On the final page, the end comes quickly. The Vatican is utterly annihilated, reduced to smoldering rubble, since, naturally, Satan always double-crosses his followers. However, the Anti-Christ escapes to Jerusalem, the text informs us, where he comes under attack by the Russian communists and the Arab armies. This is the far-famed Battle of Armageddon, which ends in a blinding flash as Christ returns to earth and wipes out his enemies. We see the Pope and a priest both flung into “a lake of fire burning with brimstone.”

The last panel, however, shows the Four Horsemen tearing across the landscape, the Pope leading the charge, as the boldface text shouts to us: “Tremendous events are ahead! The four horsemen are riding today across the earth. Jesus is coming soon to take His bride (the true believers) to heaven. The antichrist is helping Satan prepare his bride… for the lake of fire. The showdown is coming fast.
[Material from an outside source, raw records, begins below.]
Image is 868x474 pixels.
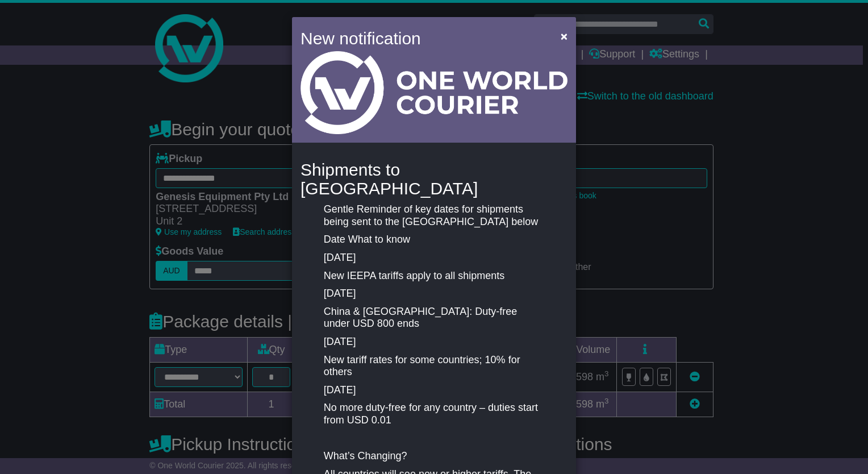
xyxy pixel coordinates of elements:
p: New IEEPA tariffs apply to all shipments [324,270,544,283]
button: Close [555,24,573,48]
p: New tariff rates for some countries; 10% for others [324,354,544,379]
p: [DATE] [324,336,544,348]
img: Light [301,51,568,134]
p: [DATE] [324,384,544,397]
p: Gentle Reminder of key dates for shipments being sent to the [GEOGRAPHIC_DATA] below [324,204,544,228]
span: × [561,30,568,43]
p: [DATE] [324,252,544,264]
p: [DATE] [324,287,544,300]
h4: Shipments to [GEOGRAPHIC_DATA] [301,160,568,197]
p: Date What to know [324,233,544,246]
h4: New notification [301,26,544,51]
p: No more duty-free for any country – duties start from USD 0.01 [324,402,544,426]
p: What’s Changing? [324,450,544,463]
p: China & [GEOGRAPHIC_DATA]: Duty-free under USD 800 ends [324,306,544,330]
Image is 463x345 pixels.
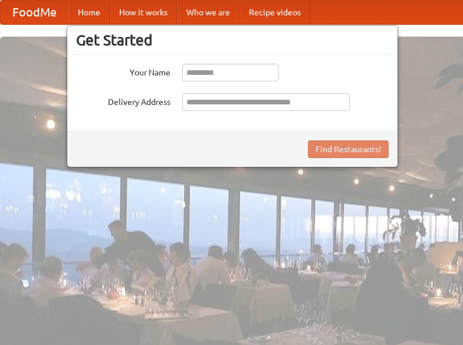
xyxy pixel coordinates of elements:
[68,1,110,24] a: Home
[76,31,388,49] h3: Get Started
[1,1,68,24] a: FoodMe
[239,1,310,24] a: Recipe videos
[177,1,239,24] a: Who we are
[76,64,170,78] label: Your Name
[308,140,388,158] button: Find Restaurants!
[110,1,177,24] a: How it works
[76,93,170,108] label: Delivery Address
Only those who commit their lives to Christ and make Him Lord of their lives will be saved from God’s awful coming judgment.”
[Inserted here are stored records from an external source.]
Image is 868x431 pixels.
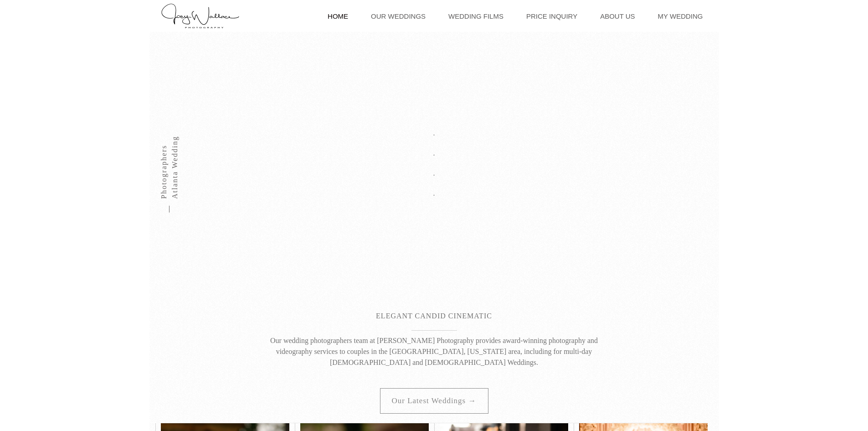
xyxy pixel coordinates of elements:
[264,168,605,179] p: .
[264,148,605,159] p: .
[264,335,605,368] p: Our wedding photographers team at [PERSON_NAME] Photography provides award-winning photography an...
[380,388,488,414] a: Our latest weddings →
[264,128,605,138] p: .
[264,188,605,199] p: .
[158,128,181,199] div: Atlanta wedding Photographers
[376,312,492,320] span: ELEGANT CANDID CINEMATIC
It is disappointing that the spectacular events of the Apocalypse are dealt with in such an abbreviated fashion, shown in small, cramped panels with captions containing mostly long passages from the Bible. Also, Dr. Rivera’s unique point of view fades to the point of invisibility, especially since he does not even appear in the last nine pages of the book. The case against the Catholic Church might have been made more compelling if the events had been dramatized. As the success of the recent series of Left Behind novels shows, the Second Coming of Christ offers a wealth of dramatic potential, and it would have been interesting to see it presented in the visual medium of comics. Jack Chick seemed more interested in merely hitting the main points of Alberto Rivera’s anti-papist interpretation of the scriptures, however, and so squandered his artist’s evident talents. Thus, we are left with more of an illustrated treatise, one so broad in scope and arcane in subject matter that the emotional impact of Dr. Rivera’s fight against a worldwide satanic conspiracy is lost.